A History of Indian Philosophy Volume 1

by Surendranath Dasgupta | 1922 | 212,082 words | ISBN-13: 9788120804081

This page describes the philosophy of causation as satkaryavada: a concept having historical value dating from ancient India. This is the seventeenth part in the series called the “the kapila and the patanjala samkhya (yoga)”, originally composed by Surendranath Dasgupta in the early 20th century.

Part 17 - Causation as Satkāryavāda

The theory that the effect potentially exists before it is generated by the movement of the cause

The above consideration brings us to an important aspect of the Sāṃkhya view of causation as satkāryavāda. Sāṃkhya holds that there can be no production of a thing previously non-existent; causation means the appearance or manifestation of a quality due to certain changes of collocations in the causes which were already held in them in a potential form. Production of effect only means an internal change of the arrangement of atoms in the cause, and this exists in it in a potential form, and just a little loosening of the barrier which was standing in the way of the happening of such a change of arrangement will produce the desired new collocation—the effect. This doctrine is called satkāryavāda, i.e. that the kārya or effect is sat or existent even before the causal operation to produce the effect was launched. The oil exists in the sesamum, the statue in the stone, the curd in the milk. The causal operation (kārakavyāpāra) only renders that manifest (āvirbhūta) which was formerly in an unmanifested condition (tirohita)[1].
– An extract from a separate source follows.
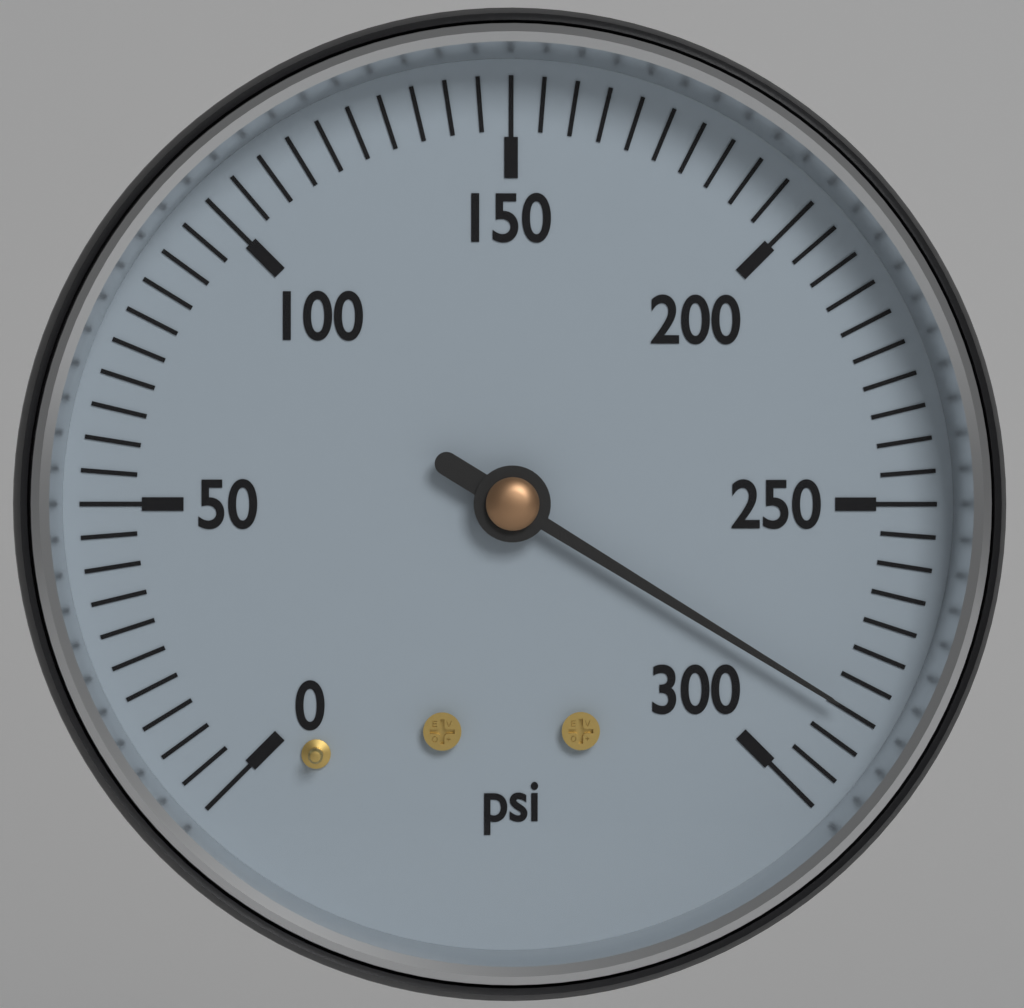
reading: 285 psi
The Buddhists also believed in change, as much as Sāṃkhya did, but with them there was no background to the change; every change was thus absolutely a new one, and when it was past, the next moment the change was lost absolutely. There were only the passing dharmas or manifestations of forms and qualities, but there was no permanent underlying dharma or substance. Sāṃkhya also holds in the continual change of dharmas, but it also holds that these dharmas represent only the conditions of the permanent reals. The conditions and collocations of the reals change constantly, but the reals themselves are unchangeable. The effect according to the Buddhists was non-existent, it came into being for a moment and was lost. On account of this theory of causation and also on account of their doctrine of śūnya, they were called vaināśikas (nihilists) by the Vedāntins. This doctrine is therefore contrasted to Sāṃkhya doctrine as asatkāryavāda. The Jain view holds that both these views are relatively true and that from one point of view satkāryavāda is true and from another asatkāryavāda. The Sāṃkhya view that the cause is continually transforming itself into its effects is technically called pariṇāmavāda as against the Vedānta view called the vivarttavāda; that cause remains ever the same, and what we call effects are but illusory impositions of mere unreal appearance of name and form —mere Māyā[2].

Footnotes and references:

[1]:

Tattvakaumudī, 9.

[2]:

Both the Vedānta and the Sāṃkhya theories of causation are sometimes loosely called satkāryyavāda. But correctly speaking as some discerning commentators have pointed out, the Vedānta theory of causation should be called satkāranavāda for according to it the kāraṇa (cause) alone exists (sat) and all kāryyas (effects) are illusory appearances of the kārana; but according to Sāṃkhya the kāryya exists in a potential state in the kārana and is hence always existing and real.